WTVJ reporter Jeff Burnside was fired Friday after being involved in editing a tape of George Zimmerman’s 911 call before he shot Trayvon Martin,” Andrew Beaujon reported Thursday for the Poynter Institute. “Burnside, who has been with the NBC owned and operated Miami station for 13 years, still has a bio page on its website.

” ‘As anybody in the news business knows, something that seems very clear is often very, very complicated,’ Burnside said by phone this evening. ‘I have nothing but great things to say about the NBC team.’
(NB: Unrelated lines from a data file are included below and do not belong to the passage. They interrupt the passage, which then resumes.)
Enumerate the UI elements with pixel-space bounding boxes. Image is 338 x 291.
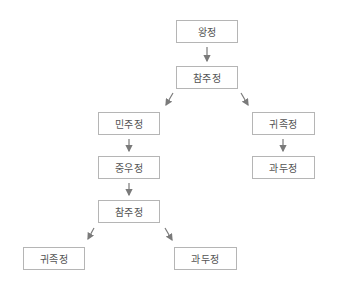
node-label: 과두정: [191, 251, 220, 266]
node-label: 귀족정: [40, 251, 69, 266]
arrow-chamjujeong-to-minjujeong: [166, 93, 173, 105]
node-label: 참주정: [193, 70, 222, 85]
node-gwadujeong-bottom: 과두정: [174, 247, 237, 270]
node-chamjujeong-top: 참주정: [176, 66, 238, 89]
node-gwijokjeong-bottom: 귀족정: [23, 247, 85, 270]
node-label: 중우정: [115, 160, 144, 175]
node-label: 민주정: [115, 116, 144, 131]
arrow-chamjujeong-to-gwijokjeong: [241, 93, 248, 105]
node-gwijokjeong-right: 귀족정: [252, 112, 315, 135]
node-label: 왕정: [198, 24, 217, 39]
node-gwadujeong-right: 과두정: [252, 156, 315, 179]
node-wangjeong: 왕정: [176, 20, 238, 43]
node-minjujeong: 민주정: [98, 112, 160, 135]
node-chamjujeong-bottom: 참주정: [98, 200, 160, 223]
arrow-chamjujeong-to-gwijokjeong-bottom: [88, 228, 94, 239]
node-label: 참주정: [115, 204, 144, 219]
arrow-chamjujeong-to-gwadujeong-bottom: [165, 228, 172, 240]
node-jungujeong: 중우정: [98, 156, 160, 179]
node-label: 과두정: [269, 160, 298, 175]
node-label: 귀족정: [269, 116, 298, 131]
“The WTVJ video, though edited similarly, was not the one that aired on NBC’s ‘Today’ show, according to two people with knowledge of the matter. The video that aired on the ‘Today’ show actually came from NBC’s Southeast headquarters, also based in south Florida.

“The ‘Today’ show video removed context from Zimmerman’s conversation with a 911 operator. The original call transcript said:

“Zimmerman: This guy looks like he’s up to no good. Or he’s on drugs or something. It’s raining and he’s just walking around, looking about.

“Dispatcher: OK, and this guy — is he black, white or Hispanic?

“Zimmerman: He looks black.

“The edit changed Zimmerman’s words to: ‘This guy looks like he’s up to no good. He looks black.’ “

Jeffery Reid, Producer of “Black in America,” Leaves CNN

Jeffery Reid, a veteran broadcast journalist who as executive producer for CNN Productions oversaw editorial content for the network’s long-form programming that appears in programs including “CNN Presents” and “CNN: Special Investigations Unit,” left CNN on Friday, he told Journal-isms.

Jeffery Reid“Today is my last day. I’m just ready for a new adventure,” he said by email. “I have a few irons in the fire and hope to share the news soon.”

In  his LinkedIn profile, Reid says, “Reid’s last projects, Black in America I and 2: took a hard look at the myths, the facts, the stereotypes and the realities of being Black in America.

“Reid also produced Martin Luther King: Words that Changed a Nation. This documentary gave viewers a rare look inside the U.S. civil rights movement and used King’s own writings to explore his philosophy and theology. Words that Changed a Nation and Black in America were both nominated for an NAACP Image Award. Reid’s other documentary work for CNN includes programs about the Virginia Tech massacre, the Iraq war, the Oklahoma City bombing, among other topics. Reid along with Soledad O’Brien was named to Ebony Magazine’s Power 150 in 2009. Among the 15 named in the media category Reid and O’Brien ranked third behind Oprah and Tavis Smiley.”